Aurora Rising (The Aurora Cycle #1)(55)
“I haven’t heard that one before,” she admits, keeping her voice low. “What’s it mean?”
“It means yes, we can trust him.”
That was meant to be the whole of my answer, but she just looks at me, expectant. Trust a Face to want to learn something new when they should be focusing on naptime.
With a sigh, I try my best to explain. “You know we live underground on Trask because of the wind, right? It carries microscopic shards of stone. Get enough in your lungs, it’ll kill you.”
“So the seals on your den help keep it out?” she supposes.
“Right. When you build a new home, your family comes around to make the seals that go around the edges of your door out of peta mud. It’s a whole ceremony, and it’s a gesture of trust. Everybody gets their hands on it.”
“I get it,” she murmurs. “You’re showing your family that you trust them by letting them make the seals. If they didn’t do a good job …”
“Right, you’d die. So, you build strong seals, then you close the door and fight behind it, if you have to. Dariel won’t cross us because he’s family.” I smirk. “That, and my grandmas are pretty scary ladies.”
She’s quiet a moment, and her whisper is gentle. “It must be hard, being away from family.”
I snort. “For me? Not really. I got sent away from most of them early.”
She looks like she doesn’t quite buy it, but she lets it go.
“Get some rest,” she offers. “I’ll stay up and watch for a while.”
The squad is busy claiming their spots—everyone is pretty wrecked after the fight on Sagan, then Bellerophon, then the Fold here. Kal’s big frame is in the top bunk, Auri and Zila are curled up together in the middle. Ty’s on the floor—looks like our noble leader is planning to sleep sitting up against the wall, which I’m sure he won’t regret at all later on. Cat’s opposite, still looking sore she missed out on the brawl.
Scarlett and I both know I’m going to need the bottom bunk, so I wordlessly hand her the pillow and blanket, and she settles on the floor near her brother. I bed down on the mattress, staring at Aurora’s boots where they hang over the edge of the bunk above me. From the glow on the ceiling, I can tell she’s plugged into her secondhand Uniglass again, eating up info as fast as she can read.
She’s such a little thing. No bigger than Zila. Nothing about her hints at the trouble she spells for all of us. Except, you know, when her eye starts glowing.
I know we’re in deep because of her. I know the smart play would just be to sell her to the GIA and pray our court-martials don’t end us in prison. But my whole life, I’ve been on the outside looking in. A problem. A burden. An aberration. Just like her. And it’s taught me to be sure of one thing.
Us outsiders gotta stick together.
I lie in the dark. Watch Scarlett watching over the rest of us. She reaches over, pulls the blanket up under Cat’s chin, tucks another around her brother. There’s something about her—under the bitchy and the sexy. Something almost maternal. Goldenboy looks after us because we’re his squad. His responsibility.
Scarlett looks after us because she cares.
She catches me watching her.
“Go to sleep, Finian,” she whispers.
I close my eyes, and let the slow breathing of my squadmates lulls me to sleep.
I dream of home, of Trask, with its red sun and sprawling city hives running deep beneath the ground. I’m topside in my dream and it’s snowing, tiny flakes spilling from the sky and covering the unforgiving white rock surface in an endless thick blanket, far as my eyes can see.
It’s the weirdest thing, though.
Last time I checked, snow isn’t supposed to be blue. …
?????
I wake up to the sound of Tyler and Cat arguing in whispers.
“I don’t care,” she hisses. “This is bloody creepy, Ty. And we’re in it up to our love pillows already. She’s a wanted fugitive. We need to turn her in.”
“We don’t even know what this is,” he points out, just as soft.
Zila’s voice comes next. “It appears to be repetitions of a single image.”
I roll over from where I’m huddled in against the wall. My major servos and muscle-weave activate immediately, though my fingers take a moment to articulate. Cranking open my eyes, I’m greeted with our grungy little room and …
Maker’s bits.
By the light of Cat’s uniglass, I see a design—the same design—daubed over and over again in the luminescent white ship paint. It’s on every grubby wall, every hatch, every crate, and it’s slowly dribbling toward the floor, where one huge version of the design takes up all the space that wasn’t needed by sleeping squad members.
It’s a figure. Humanoid. But it has only three fingers, growing longer from left to right. Its eyes are mismatched—the left one empty, the right one filled in white. And there’s a shape drawn on its chest where its heart would be.
A diamond.
Kal wakes, and Scarlett opens her eyes after a nudge from her brother. She props up on one elbow with a groan, arches her back, then freezes in place when she spots the hundreds of glowing figures now decorating our temporary home. The six of us sit and stare at the paint on the walls, or stare into each other’s eyes.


** ABOUT THIS EXERCISE **
Line for line, return the data exactly, omitting all pictures.

** MATERIAL PROVIDED **
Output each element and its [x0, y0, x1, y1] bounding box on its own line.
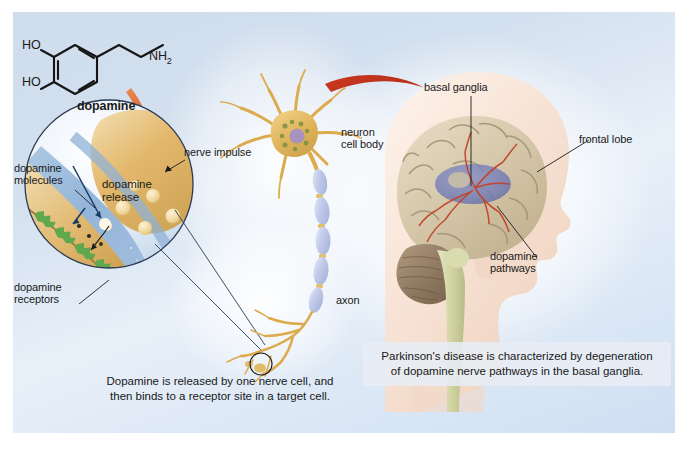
brain-caption: Parkinson's disease is characterized by … — [363, 342, 671, 386]
dopamine-receptors-label: dopamine receptors — [14, 281, 62, 306]
brain-leader-lines — [471, 96, 589, 258]
amine-text: NH — [149, 49, 167, 63]
amine-label: NH2 — [149, 35, 172, 66]
neuron — [221, 70, 361, 382]
illustration-panel: dopamine HO HO NH2 dopamine molecules do… — [13, 12, 675, 433]
dopamine-structure — [41, 45, 163, 94]
basal-ganglia-label: basal ganglia — [424, 81, 488, 93]
axon-myelin — [306, 152, 330, 314]
ho-top-label: HO — [22, 38, 41, 52]
dopamine-name-label: dopamine — [77, 99, 135, 113]
neuron-cell-body-label: neuron cell body — [341, 126, 384, 151]
dopamine-pathways-label: dopamine pathways — [490, 250, 538, 275]
dopamine-molecules-label: dopamine molecules — [14, 162, 63, 187]
inset-connector-lines — [155, 210, 265, 350]
dopamine-release-label: dopamine release — [102, 178, 152, 204]
amine-subscript: 2 — [167, 56, 172, 66]
frontal-lobe-label: frontal lobe — [579, 133, 632, 145]
synapse-caption: Dopamine is released by one nerve cell, … — [75, 374, 365, 404]
nerve-impulse-label: nerve impulse — [184, 146, 251, 158]
axon-label: axon — [336, 294, 359, 306]
ho-bottom-label: HO — [22, 75, 41, 89]
figure-root: dopamine HO HO NH2 dopamine molecules do… — [0, 0, 688, 459]
dopamine-pathway-lines — [419, 132, 517, 242]
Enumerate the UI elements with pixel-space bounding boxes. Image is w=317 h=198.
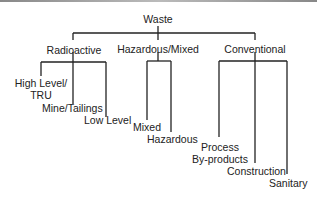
- node-conventional: Conventional: [222, 43, 288, 55]
- node-mine-tailings: Mine/Tailings: [42, 102, 103, 114]
- node-process-line2: By-products: [190, 153, 250, 165]
- node-process-line1: Process: [190, 141, 250, 153]
- node-process-byproducts: Process By-products: [190, 141, 250, 165]
- node-radioactive: Radioactive: [43, 44, 105, 56]
- node-high-level-line2: TRU: [13, 89, 69, 101]
- node-sanitary: Sanitary: [269, 177, 308, 189]
- node-low-level: Low Level: [84, 114, 131, 126]
- node-high-level: High Level/ TRU: [13, 77, 69, 101]
- node-construction: Construction: [227, 165, 286, 177]
- node-mixed: Mixed: [133, 121, 161, 133]
- node-high-level-line1: High Level/: [13, 77, 69, 89]
- node-waste: Waste: [138, 13, 178, 25]
- node-hazardous-mixed: Hazardous/Mixed: [117, 43, 199, 55]
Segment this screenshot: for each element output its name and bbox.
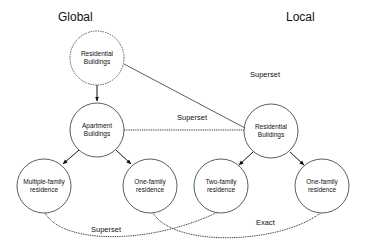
node-global-one-family[interactable]: One-family residence (123, 159, 177, 213)
global-section-title: Global (58, 10, 93, 24)
local-section-title: Local (286, 10, 315, 24)
mapping-diagram: Global Local Residential Buildings Apart… (0, 0, 366, 251)
edge-label-exact: Exact (256, 218, 276, 227)
svg-text:Residential: Residential (255, 123, 288, 130)
node-local-two-family[interactable]: Two-family residence (194, 159, 248, 213)
svg-text:residence: residence (30, 186, 59, 193)
arrow-apartment-multiple (63, 150, 79, 164)
arrow-local-residential-onefamily (290, 152, 304, 165)
svg-text:residence: residence (207, 186, 236, 193)
node-local-one-family[interactable]: One-family residence (295, 159, 349, 213)
svg-text:Buildings: Buildings (84, 130, 111, 138)
svg-text:residence: residence (136, 186, 165, 193)
edge-one-one-exact (152, 211, 322, 238)
svg-text:Two-family: Two-family (205, 178, 237, 186)
node-global-multiple-family[interactable]: Multiple-family residence (17, 159, 71, 213)
svg-text:Buildings: Buildings (258, 131, 285, 139)
arrow-apartment-onefamily (116, 150, 131, 164)
node-global-residential[interactable]: Residential Buildings (70, 31, 124, 85)
svg-text:Residential: Residential (81, 50, 114, 57)
edge-label-superset-bottom: Superset (91, 225, 122, 234)
edge-label-superset-middle: Superset (177, 113, 208, 122)
arrow-local-residential-twofamily (239, 152, 253, 165)
svg-text:Buildings: Buildings (84, 58, 111, 66)
svg-text:One-family: One-family (306, 178, 338, 186)
node-local-residential[interactable]: Residential Buildings (244, 104, 298, 158)
edge-multiple-two-superset (44, 211, 218, 237)
svg-text:One-family: One-family (134, 178, 166, 186)
edge-label-superset-top: Superset (250, 70, 281, 79)
svg-text:Multiple-family: Multiple-family (23, 178, 65, 186)
node-global-apartment[interactable]: Apartment Buildings (70, 103, 124, 157)
svg-text:residence: residence (308, 186, 337, 193)
svg-text:Apartment: Apartment (82, 122, 112, 130)
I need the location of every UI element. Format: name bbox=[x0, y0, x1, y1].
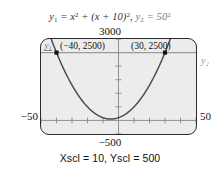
intersection-label-left: (−40, 2500) bbox=[60, 41, 105, 51]
plot-area bbox=[41, 39, 196, 134]
equation-y1: y1 = x2 + (x + 10)2 bbox=[49, 11, 130, 22]
equation-y1-term-a: = x bbox=[58, 11, 75, 22]
intersection-marker bbox=[54, 51, 58, 55]
y-max-label: 3000 bbox=[0, 25, 220, 37]
equation-y2-exponent: 2 bbox=[167, 11, 171, 19]
curve-label-y1: y₁ bbox=[44, 41, 52, 51]
intersection-marker bbox=[163, 51, 167, 55]
scale-label: Xscl = 10, Yscl = 500 bbox=[0, 152, 220, 164]
x-min-label: −50 bbox=[4, 110, 38, 122]
graphing-calculator-figure: y1 = x2 + (x + 10)2, y2 = 502 3000 −50 5… bbox=[0, 0, 220, 175]
equation-y1-term-b: + (x + 10) bbox=[79, 11, 127, 22]
equation-caption: y1 = x2 + (x + 10)2, y2 = 502 bbox=[0, 11, 220, 24]
equation-y2: y2 = 502 bbox=[136, 11, 171, 22]
x-max-label: 50 bbox=[200, 110, 220, 122]
calculator-screen bbox=[40, 38, 197, 135]
intersection-label-right: (30, 2500) bbox=[131, 41, 171, 51]
y-min-label: −500 bbox=[0, 136, 220, 148]
curve-label-y2: y₂ bbox=[201, 55, 209, 66]
equation-y2-term: = 50 bbox=[144, 11, 167, 22]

** RESULT **
Output each element and its [x0, y0, x1, y1] bounding box on its own line.
brain-caption: Parkinson's disease is characterized by … — [363, 342, 671, 386]
dopamine-receptors-label: dopamine receptors — [14, 281, 62, 306]
brain-leader-lines — [471, 96, 589, 258]
amine-text: NH — [149, 49, 167, 63]
amine-label: NH2 — [149, 35, 172, 66]
neuron — [221, 70, 361, 382]
illustration-panel: dopamine HO HO NH2 dopamine molecules do… — [13, 12, 675, 433]
dopamine-structure — [41, 45, 163, 94]
basal-ganglia-label: basal ganglia — [424, 81, 488, 93]
axon-myelin — [306, 152, 330, 314]
ho-top-label: HO — [22, 38, 41, 52]
dopamine-name-label: dopamine — [77, 99, 135, 113]
neuron-cell-body-label: neuron cell body — [341, 126, 384, 151]
dopamine-pathways-label: dopamine pathways — [490, 250, 538, 275]
dopamine-molecules-label: dopamine molecules — [14, 162, 63, 187]
inset-connector-lines — [155, 210, 265, 350]
dopamine-release-label: dopamine release — [102, 178, 152, 204]
amine-subscript: 2 — [167, 56, 172, 66]
frontal-lobe-label: frontal lobe — [579, 133, 632, 145]
synapse-caption: Dopamine is released by one nerve cell, … — [75, 374, 365, 404]
nerve-impulse-label: nerve impulse — [184, 146, 251, 158]
axon-label: axon — [336, 294, 359, 306]
ho-bottom-label: HO — [22, 75, 41, 89]
figure-root: dopamine HO HO NH2 dopamine molecules do… — [0, 0, 688, 459]
dopamine-pathway-lines — [419, 132, 517, 242]
Enumerate the UI elements with pixel-space bounding boxes. Image is w=317 h=198.
- node-conventional: Conventional: [222, 43, 288, 55]
- node-mine-tailings: Mine/Tailings: [42, 102, 103, 114]
- node-process-line2: By-products: [190, 153, 250, 165]
- node-process-line1: Process: [190, 141, 250, 153]
- node-process-byproducts: Process By-products: [190, 141, 250, 165]
- node-radioactive: Radioactive: [43, 44, 105, 56]
- node-high-level-line2: TRU: [13, 89, 69, 101]
- node-sanitary: Sanitary: [269, 177, 308, 189]
- node-low-level: Low Level: [84, 114, 131, 126]
- node-high-level: High Level/ TRU: [13, 77, 69, 101]
- node-construction: Construction: [227, 165, 286, 177]
- node-mixed: Mixed: [133, 121, 161, 133]
- node-high-level-line1: High Level/: [13, 77, 69, 89]
- node-waste: Waste: [138, 13, 178, 25]
- node-hazardous-mixed: Hazardous/Mixed: [117, 43, 199, 55]
Segment this screenshot: for each element output its name and bbox.
node-global-one-family[interactable]: One-family residence (123, 159, 177, 213)
global-section-title: Global (58, 10, 93, 24)
local-section-title: Local (286, 10, 315, 24)
mapping-diagram: Global Local Residential Buildings Apart… (0, 0, 366, 251)
edge-label-exact: Exact (256, 218, 276, 227)
svg-text:Residential: Residential (255, 123, 288, 130)
node-local-two-family[interactable]: Two-family residence (194, 159, 248, 213)
svg-text:residence: residence (30, 186, 59, 193)
arrow-apartment-multiple (63, 150, 79, 164)
arrow-local-residential-onefamily (290, 152, 304, 165)
svg-text:residence: residence (207, 186, 236, 193)
node-local-one-family[interactable]: One-family residence (295, 159, 349, 213)
svg-text:Buildings: Buildings (84, 130, 111, 138)
svg-text:residence: residence (136, 186, 165, 193)
edge-one-one-exact (152, 211, 322, 238)
svg-text:Two-family: Two-family (205, 178, 237, 186)
node-global-multiple-family[interactable]: Multiple-family residence (17, 159, 71, 213)
svg-text:Buildings: Buildings (258, 131, 285, 139)
arrow-apartment-onefamily (116, 150, 131, 164)
node-global-residential[interactable]: Residential Buildings (70, 31, 124, 85)
svg-text:Residential: Residential (81, 50, 114, 57)
edge-label-superset-bottom: Superset (91, 225, 122, 234)
edge-label-superset-middle: Superset (177, 113, 208, 122)
arrow-local-residential-twofamily (239, 152, 253, 165)
svg-text:Buildings: Buildings (84, 58, 111, 66)
svg-text:One-family: One-family (306, 178, 338, 186)
node-local-residential[interactable]: Residential Buildings (244, 104, 298, 158)
edge-multiple-two-superset (44, 211, 218, 237)
svg-text:One-family: One-family (134, 178, 166, 186)
edge-label-superset-top: Superset (250, 70, 281, 79)
svg-text:Multiple-family: Multiple-family (23, 178, 65, 186)
node-global-apartment[interactable]: Apartment Buildings (70, 103, 124, 157)
svg-text:residence: residence (308, 186, 337, 193)
svg-text:Apartment: Apartment (82, 122, 112, 130)
I need the location of every UI element. Format: name bbox=[x0, y0, x1, y1].
intersection-label-left: (−40, 2500) bbox=[60, 41, 105, 51]
plot-area bbox=[41, 39, 196, 134]
equation-y1: y1 = x2 + (x + 10)2 bbox=[49, 11, 130, 22]
equation-y1-term-a: = x bbox=[58, 11, 75, 22]
intersection-marker bbox=[54, 51, 58, 55]
y-max-label: 3000 bbox=[0, 25, 220, 37]
equation-y2-exponent: 2 bbox=[167, 11, 171, 19]
curve-label-y1: y₁ bbox=[44, 41, 52, 51]
intersection-marker bbox=[163, 51, 167, 55]
scale-label: Xscl = 10, Yscl = 500 bbox=[0, 152, 220, 164]
x-min-label: −50 bbox=[4, 110, 38, 122]
graphing-calculator-figure: y1 = x2 + (x + 10)2, y2 = 502 3000 −50 5… bbox=[0, 0, 220, 175]
equation-y1-term-b: + (x + 10) bbox=[79, 11, 127, 22]
equation-caption: y1 = x2 + (x + 10)2, y2 = 502 bbox=[0, 11, 220, 24]
equation-y2: y2 = 502 bbox=[136, 11, 171, 22]
x-max-label: 50 bbox=[200, 110, 220, 122]
calculator-screen bbox=[40, 38, 197, 135]
intersection-label-right: (30, 2500) bbox=[131, 41, 171, 51]
y-min-label: −500 bbox=[0, 136, 220, 148]
curve-label-y2: y₂ bbox=[201, 55, 209, 66]
equation-y2-term: = 50 bbox=[144, 11, 167, 22]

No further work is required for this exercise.